There has to be a reasonable expectation for everyone to do their bit. In 15 years +,the governments should have sorted out whose responsibility it is to control the migrants at this pinch point and arrived at a solution. No idea what that solution is, I’m paid to shift stuff, not make government policy relating to global refugee problems. Instead of which, 15+years ago, loads of people hanging around trying to get into trucks. Present day, lots more people hanging around trying to get into trucks…

Yeardley’s AFAIK, have spent over 70k making their trucks more secure and taking preventative action and they still ended up with four illegals in the back of one of their trucks last week

albion:
However, it does sort of miss the point that there is a limit to how secure you can make anything. I was burgled once and changed my doors from standard uPVC to a strengthened composite door. I’d have been quite narked if the copper had turned up and said, ‘You didn’t make your house secure enough, here’s a £2k fine’.

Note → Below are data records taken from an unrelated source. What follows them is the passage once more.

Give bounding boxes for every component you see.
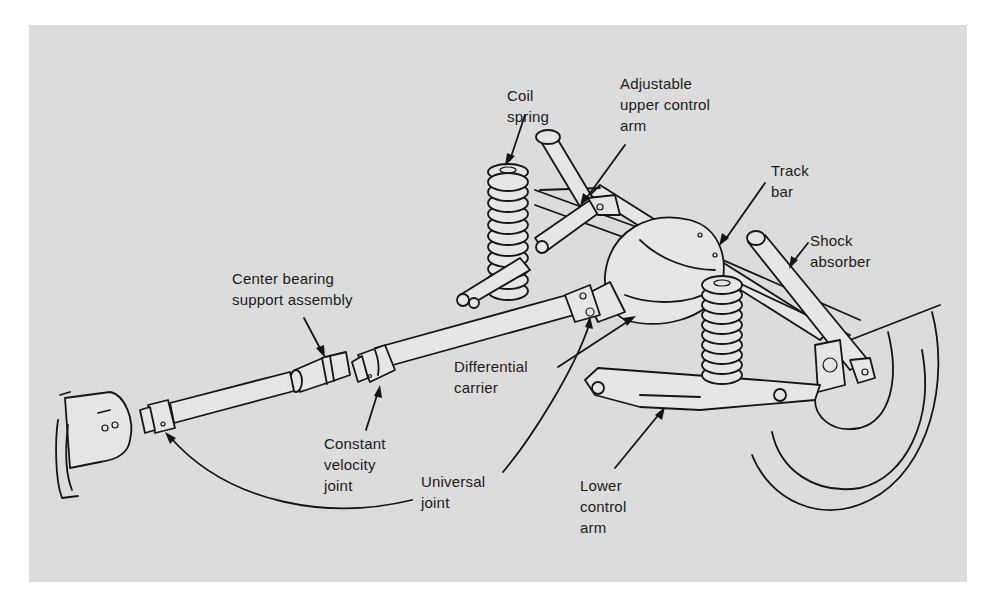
suspension-line-art xyxy=(0,0,988,606)
label-differential-carrier: Differential carrier xyxy=(454,356,528,398)
center-bearing-art xyxy=(290,352,350,392)
label-shock-absorber: Shock absorber xyxy=(810,230,871,272)
front-universal-joint-art xyxy=(140,400,175,433)
coil-spring-right xyxy=(702,276,742,384)
label-constant-velocity-joint: Constant velocity joint xyxy=(324,433,386,496)
label-track-bar: Track bar xyxy=(771,160,809,202)
label-adjustable-upper-control-arm: Adjustable upper control arm xyxy=(620,73,710,136)
transmission-housing xyxy=(56,392,131,498)
drive-shaft-front xyxy=(170,372,294,423)
label-coil-spring: Coil spring xyxy=(507,85,549,127)
label-universal-joint: Universal joint xyxy=(421,471,485,513)
label-center-bearing-support-assembly: Center bearing support assembly xyxy=(232,268,353,310)
label-lower-control-arm: Lower control arm xyxy=(580,475,626,538)
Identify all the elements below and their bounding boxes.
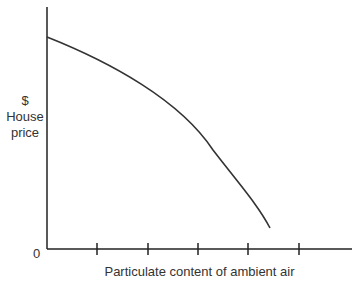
x-axis-label: Particulate content of ambient air [47, 264, 352, 279]
y-axis-label-currency: $ [0, 93, 50, 109]
y-axis-label-price: price [0, 125, 50, 141]
price-curve [47, 37, 270, 228]
y-axis-label-house: House [0, 109, 50, 125]
chart-canvas [0, 0, 363, 287]
origin-label: 0 [33, 246, 40, 261]
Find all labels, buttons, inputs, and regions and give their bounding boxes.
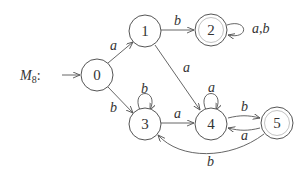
- edge-label-4-5: b: [241, 99, 248, 114]
- state-0: 0: [81, 59, 113, 91]
- edge-label-3-4: a: [174, 106, 181, 121]
- edge-label-0-3: b: [110, 100, 117, 115]
- edge-label-5-4: a: [241, 128, 248, 143]
- machine-title: M8:: [19, 68, 41, 85]
- edge-label-3-3: b: [141, 81, 148, 96]
- svg-text:4: 4: [207, 116, 215, 132]
- edge-4-5: [228, 116, 260, 118]
- state-3: 3: [129, 108, 161, 140]
- edge-label-2-2: a,b: [252, 21, 270, 36]
- edge-label-1-2: b: [174, 13, 181, 28]
- edge-label-4-4: a: [208, 80, 215, 95]
- edge-1-4: [155, 45, 200, 110]
- edge-label-1-4: a: [183, 60, 190, 75]
- state-5-accepting: 5: [261, 107, 293, 139]
- edge-label-0-1: a: [110, 38, 117, 53]
- edge-2-2: [227, 24, 244, 36]
- svg-text:3: 3: [141, 116, 149, 132]
- svg-text:2: 2: [207, 22, 215, 38]
- state-2-accepting: 2: [195, 14, 227, 46]
- dfa-diagram: M8: a b b a a,b b a a b a b 0 1 2: [0, 0, 308, 177]
- svg-text:0: 0: [93, 67, 101, 83]
- state-1: 1: [129, 15, 161, 47]
- edge-label-5-3: b: [207, 154, 214, 169]
- svg-text:5: 5: [273, 115, 281, 131]
- state-4: 4: [195, 108, 227, 140]
- svg-text:1: 1: [141, 23, 149, 39]
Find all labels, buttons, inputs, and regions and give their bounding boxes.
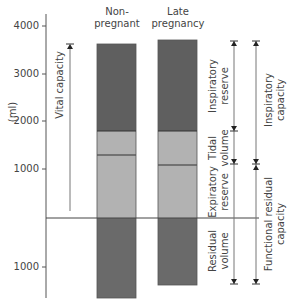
y-axis-label: (ml) — [7, 102, 18, 122]
annotation: capacity — [275, 203, 286, 245]
bar-late-pregnancy — [158, 40, 197, 285]
annotation: volume — [219, 232, 230, 269]
category-label: pregnant — [94, 18, 140, 29]
vital-capacity-label: Vital capacity — [54, 51, 65, 119]
annotation: Inspiratory — [263, 73, 274, 127]
annotation: Functional residual — [263, 177, 274, 271]
annotation: reserve — [219, 173, 230, 211]
tick-1000: 1000 — [14, 163, 39, 174]
annotation: volume — [219, 129, 230, 166]
category-label: Non- — [105, 6, 129, 17]
tick-3000: 3000 — [14, 68, 39, 79]
annotation: Residual — [207, 230, 218, 272]
tick-1000-below: 1000 — [14, 261, 39, 272]
lung-volumes-diagram: 4000 3000 2000 1000 1000 (ml) Vital capa… — [0, 0, 291, 306]
annotation: capacity — [275, 79, 286, 121]
annotation: reserve — [219, 67, 230, 105]
annotation: Expiratory — [207, 166, 218, 218]
tick-4000: 4000 — [14, 20, 39, 31]
annotation: Tidal — [207, 136, 218, 161]
category-label: Late — [167, 6, 189, 17]
category-label: pregnancy — [152, 18, 205, 29]
annotation: Inspiratory — [207, 59, 218, 113]
arrow-up-icon — [67, 44, 73, 49]
bar-non-pregnant — [97, 44, 136, 298]
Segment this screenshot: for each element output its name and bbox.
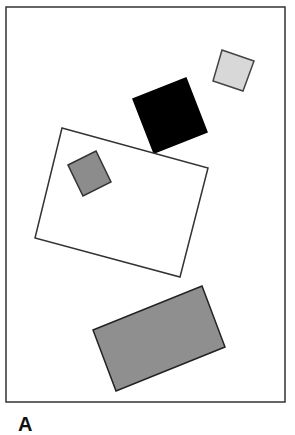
figure-label: A (18, 414, 32, 434)
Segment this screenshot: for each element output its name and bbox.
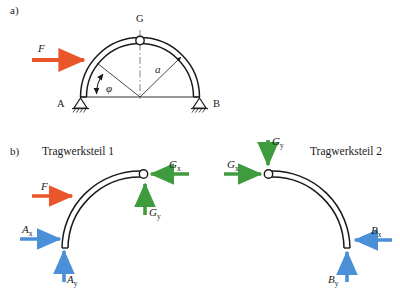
hinge-g [136, 36, 144, 44]
part2-by-label: By [328, 273, 339, 288]
part1-ay-label: Ay [66, 273, 78, 288]
support-a [72, 98, 89, 113]
force-f-label: F [37, 42, 45, 54]
part1-gx-label: Gx [169, 158, 181, 173]
part1-gy-label: Gy [149, 206, 161, 221]
part2-title: Tragwerksteil 2 [310, 145, 382, 158]
node-a-label: A [57, 98, 65, 109]
node-b-label: B [213, 98, 220, 109]
part2-bx-label: Bx [371, 224, 382, 239]
part1-member [62, 171, 141, 248]
radius-line [140, 57, 181, 97]
angle-ray [97, 63, 140, 97]
radius-label: a [155, 63, 161, 75]
statics-figure: a) G a φ F [0, 0, 400, 292]
panel-a: a) G a φ F [10, 4, 220, 113]
part2-gx-label: Gx [227, 158, 239, 173]
part1-hinge-g [139, 170, 147, 178]
part1-force-f-label: F [40, 180, 48, 192]
part2-gy-label: Gy [272, 135, 284, 150]
panel-b-label: b) [10, 145, 20, 158]
part1-title: Tragwerksteil 1 [42, 145, 114, 158]
part2-hinge-g [264, 170, 272, 178]
part2-member [271, 171, 350, 248]
panel-a-label: a) [10, 4, 19, 17]
part1-ax-label: Ax [21, 223, 33, 238]
support-b [191, 98, 208, 113]
hinge-g-label: G [136, 13, 144, 24]
panel-b: b) Tragwerksteil 1 F Ax Ay Gx Gy Tragwer… [10, 135, 392, 288]
angle-label: φ [106, 82, 112, 94]
angle-arc [96, 74, 103, 94]
figure-canvas: a) G a φ F [0, 0, 400, 292]
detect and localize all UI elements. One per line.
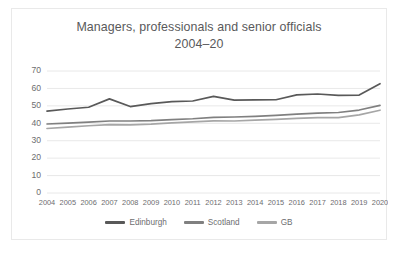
y-axis-tick-label: 40 xyxy=(31,118,41,128)
x-axis-tick-label: 2009 xyxy=(143,198,159,207)
x-axis-tick-label: 2006 xyxy=(80,198,96,207)
legend-swatch-icon xyxy=(257,221,277,223)
y-axis-tick-label: 50 xyxy=(31,100,41,110)
legend-item-gb[interactable]: GB xyxy=(257,218,293,227)
legend-swatch-icon xyxy=(105,221,125,223)
legend-label: Edinburgh xyxy=(129,218,166,227)
gridlines-group xyxy=(47,71,380,193)
x-axis-tick-label: 2016 xyxy=(289,198,305,207)
x-axis-tick-label: 2005 xyxy=(60,198,76,207)
x-axis-tick-labels: 2004200520062007200820092010201120122013… xyxy=(39,198,388,207)
plot-area: 010203040506070 200420052006200720082009… xyxy=(12,9,388,241)
legend-label: GB xyxy=(281,218,293,227)
x-axis-tick-label: 2010 xyxy=(164,198,180,207)
y-axis-tick-labels: 010203040506070 xyxy=(31,65,41,197)
x-axis-tick-label: 2012 xyxy=(205,198,221,207)
y-axis-tick-label: 0 xyxy=(36,187,41,197)
x-axis-tick-label: 2017 xyxy=(309,198,325,207)
legend-label: Scotland xyxy=(208,218,240,227)
y-axis-tick-label: 70 xyxy=(31,65,41,75)
x-axis-tick-label: 2007 xyxy=(101,198,117,207)
chart-legend: EdinburghScotlandGB xyxy=(12,218,386,227)
y-axis-tick-label: 20 xyxy=(31,152,41,162)
x-axis-tick-label: 2013 xyxy=(226,198,242,207)
legend-item-edinburgh[interactable]: Edinburgh xyxy=(105,218,166,227)
series-line-edinburgh xyxy=(47,84,380,111)
legend-item-scotland[interactable]: Scotland xyxy=(184,218,240,227)
x-axis-tick-label: 2015 xyxy=(268,198,284,207)
x-axis-tick-label: 2014 xyxy=(247,198,263,207)
y-axis-tick-label: 10 xyxy=(31,170,41,180)
y-axis-tick-label: 60 xyxy=(31,83,41,93)
legend-swatch-icon xyxy=(184,221,204,223)
x-axis-tick-label: 2019 xyxy=(351,198,367,207)
x-axis-tick-label: 2008 xyxy=(122,198,138,207)
x-axis-tick-label: 2004 xyxy=(39,198,55,207)
x-axis-tick-label: 2011 xyxy=(185,198,201,207)
line-chart-svg: 010203040506070 200420052006200720082009… xyxy=(12,9,388,241)
x-axis-tick-label: 2020 xyxy=(372,198,388,207)
chart-card: Managers, professionals and senior offic… xyxy=(11,8,387,240)
y-axis-tick-label: 30 xyxy=(31,135,41,145)
x-axis-tick-label: 2018 xyxy=(330,198,346,207)
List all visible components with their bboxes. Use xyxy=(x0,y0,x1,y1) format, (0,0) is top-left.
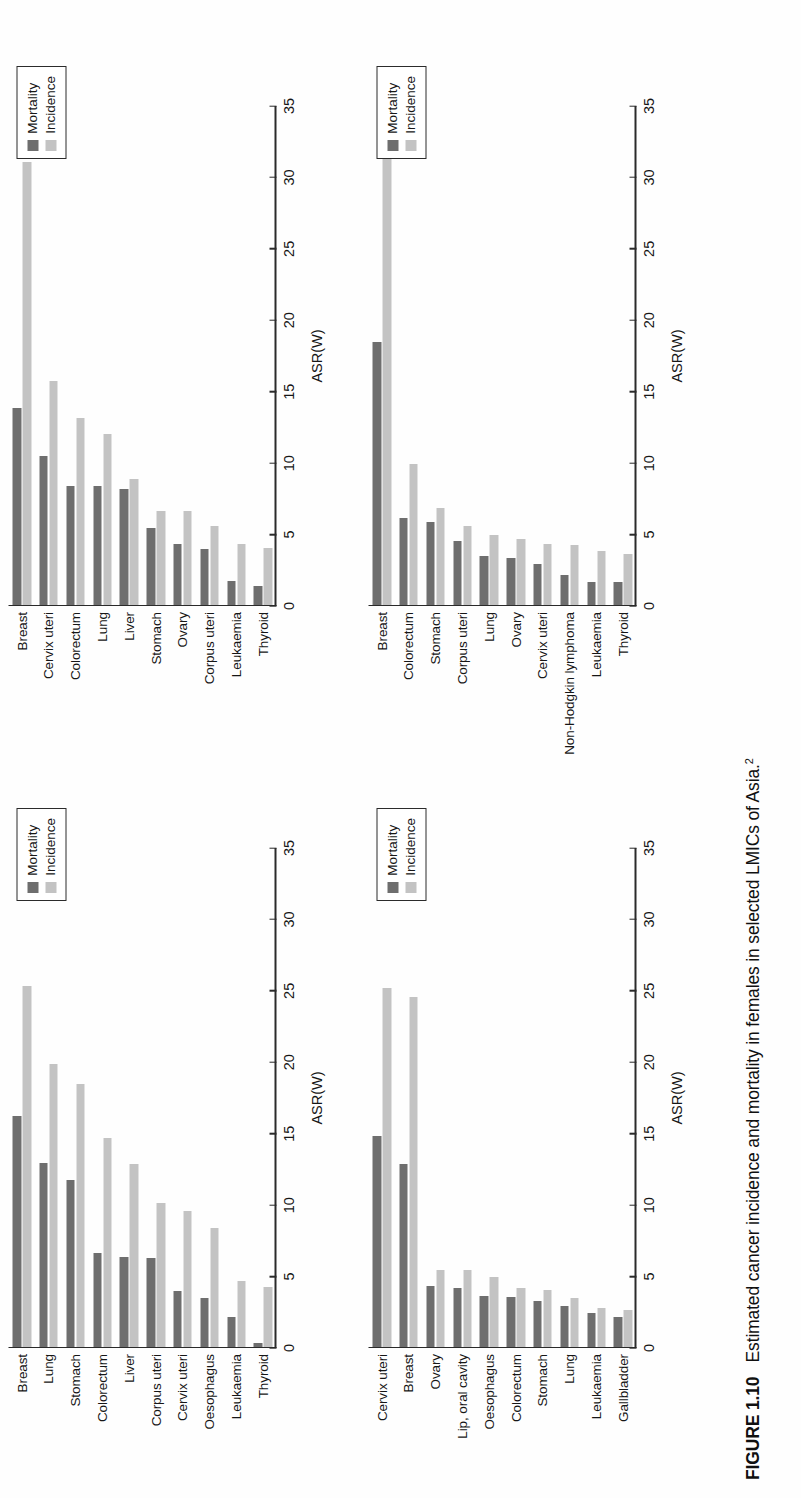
bar-group xyxy=(88,848,115,1348)
bar-mortality xyxy=(39,456,48,605)
axis-tick-label: 0 xyxy=(640,1344,656,1352)
category-label: Colorectum xyxy=(88,1348,115,1480)
bar-incidence xyxy=(156,1203,165,1347)
bar-incidence xyxy=(183,511,192,605)
category-label: Stomach xyxy=(62,1348,89,1480)
category-axis-labels: BreastColorectumStomachCorpus uteriLungO… xyxy=(368,606,636,738)
axis-tick-label: 5 xyxy=(280,531,296,539)
axis-tick xyxy=(629,177,636,178)
legend-swatch-incidence-icon xyxy=(45,140,56,151)
bar-group xyxy=(169,106,196,606)
category-label: Leukaemia xyxy=(222,1348,249,1480)
bar-incidence xyxy=(129,1164,138,1347)
bar-mortality xyxy=(479,556,488,605)
legend-swatch-mortality-icon xyxy=(27,882,38,893)
axis-tick-label: 35 xyxy=(640,840,656,856)
category-axis-labels: BreastLungStomachColorectumLiverCorpus u… xyxy=(8,1348,276,1480)
x-axis-tick-labels: 05101520253035 xyxy=(638,106,664,606)
x-axis-line xyxy=(274,848,276,1348)
category-label: Thyroid xyxy=(249,1348,276,1480)
axis-tick xyxy=(629,391,636,392)
bar-group xyxy=(395,106,422,606)
bar-incidence xyxy=(436,1270,445,1347)
bar-group xyxy=(448,848,475,1348)
legend-item-mortality: Mortality xyxy=(383,818,401,893)
bar-incidence xyxy=(263,1287,272,1347)
category-label: Lip, oral cavity xyxy=(448,1348,475,1480)
axis-tick xyxy=(629,1133,636,1134)
axis-tick-label: 10 xyxy=(280,455,296,471)
bar-group xyxy=(395,848,422,1348)
bar-group xyxy=(556,848,583,1348)
axis-tick xyxy=(269,534,276,535)
bar-group xyxy=(582,848,609,1348)
bar-group xyxy=(88,106,115,606)
axis-tick xyxy=(269,919,276,920)
chart-panel-bottom-left: Cervix uteriBreastOvaryLip, oral cavityO… xyxy=(368,780,723,1480)
bar-mortality xyxy=(560,1306,569,1347)
bar-mortality xyxy=(399,518,408,605)
legend-label-mortality: Mortality xyxy=(23,825,41,876)
bar-group xyxy=(169,848,196,1348)
bar-mortality xyxy=(399,1164,408,1347)
axis-tick xyxy=(629,847,636,848)
bar-incidence xyxy=(49,381,58,605)
axis-tick xyxy=(269,248,276,249)
bar-mortality xyxy=(12,408,21,605)
bar-incidence xyxy=(237,544,246,605)
bar-incidence xyxy=(409,997,418,1347)
bar-group xyxy=(196,106,223,606)
category-label: Stomach xyxy=(422,606,449,738)
bar-group xyxy=(422,848,449,1348)
category-label: Breast xyxy=(8,606,35,738)
category-label: Breast xyxy=(395,1348,422,1480)
bar-mortality xyxy=(560,575,569,605)
bar-incidence xyxy=(516,539,525,605)
bar-incidence xyxy=(436,508,445,605)
bar-chart: Cervix uteriBreastOvaryLip, oral cavityO… xyxy=(368,780,723,1480)
bar-mortality xyxy=(506,558,515,605)
axis-tick-label: 5 xyxy=(280,1273,296,1281)
bar-mortality xyxy=(119,489,128,605)
bar-incidence xyxy=(489,535,498,605)
bar-group xyxy=(609,106,636,606)
axis-tick-label: 35 xyxy=(640,98,656,114)
bar-mortality xyxy=(173,544,182,605)
legend-item-incidence: Incidence xyxy=(401,818,419,893)
bar-group xyxy=(249,848,276,1348)
bar-group xyxy=(448,106,475,606)
bar-group xyxy=(529,106,556,606)
bar-group xyxy=(196,848,223,1348)
legend-label-mortality: Mortality xyxy=(383,83,401,134)
category-label: Colorectum xyxy=(502,1348,529,1480)
bar-mortality xyxy=(426,522,435,605)
bar-group xyxy=(502,848,529,1348)
bar-group xyxy=(35,106,62,606)
category-label: Stomach xyxy=(142,606,169,738)
bar-group xyxy=(556,106,583,606)
axis-tick-label: 0 xyxy=(640,602,656,610)
axis-tick xyxy=(269,1276,276,1277)
chart-legend: Mortality Incidence xyxy=(376,66,426,159)
axis-tick-label: 25 xyxy=(640,241,656,257)
bar-mortality xyxy=(227,581,236,605)
bar-mortality xyxy=(173,1291,182,1347)
category-label: Oesophagus xyxy=(196,1348,223,1480)
bar-mortality xyxy=(93,486,102,605)
axis-tick-label: 5 xyxy=(640,1273,656,1281)
bar-incidence xyxy=(489,1277,498,1347)
bar-mortality xyxy=(12,1116,21,1347)
category-label: Colorectum xyxy=(62,606,89,738)
figure-caption-superscript: 2 xyxy=(742,758,754,764)
axis-tick-label: 0 xyxy=(280,602,296,610)
bar-incidence xyxy=(570,1298,579,1347)
axis-tick xyxy=(629,990,636,991)
bar-group xyxy=(62,106,89,606)
bar-mortality xyxy=(587,1313,596,1347)
category-label: Cervix uteri xyxy=(169,1348,196,1480)
bar-incidence xyxy=(516,1288,525,1347)
figure-caption-text: Estimated cancer incidence and mortality… xyxy=(743,764,763,1362)
bar-mortality xyxy=(479,1296,488,1347)
bar-incidence xyxy=(129,479,138,605)
axis-tick-label: 30 xyxy=(640,911,656,927)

No, it won’t be the police handing you a fine but effectively you get fined by an increase in insurance premiums, make no effective attempt to secure your property and get burgled again and your premiums rise again. Your property, the onus is on you to make a reasonable attempt to safeguard it.

Indeed, reasonable. Re-designing trailers, IMO, is beyond what could be classed as reasonable.

Vid:

albion:
However, it does sort of miss the point that there is a limit to how secure you can make anything. I was burgled once and changed my doors from standard uPVC to a strengthened composite door. I’d have been quite narked if the copper had turned up and said, ‘You didn’t make your house secure enough, here’s a £2k fine’.

No, it won’t be the police handing you a fine but effectively you get fined by an increase in insurance premiums, make no effective attempt to secure your property and get burgled again and your premiums rise again. Your property, the onus is on you to make a reasonable attempt to safeguard it.

Hmmm Vid not sure what line of work you are in would guess however that you are not through Calais on a regular basis. The people trying to get into trailers are a fairly ingenious bunch, had illegals get into a curtain sider in 2005 cords secured large padlock on the doors and another on the cords yet found 8 Chinese in there in the morning. On checking the trailer everything was all intact no cuts in the curtain or roof they had used a ratchet strap slung over the trailer and pulled it down to release the buckles and slid in then someone had done them up afterwards only sign of a break in was scuffing at the top of the trailer where the ratchet strap had been thrown over. Also know of drivers who thinking they are doing the right thing have told customs they have illegals on board and still been fined must be the only time you report a crime and then get fined for your efforts, be interesting to know if the border agency fined themselves when an illegal came through underneath on one of their vehicles!!!

Vid:

albion:
i was trying to work out how long this had been going on and I was thinking it really started to be bad about 2007 and then I found this from April 2006

news.bbc.co.uk/1/hi/uk_politics/726478.stm

15 years later and all the problems highlighted have not even been slightly addressed.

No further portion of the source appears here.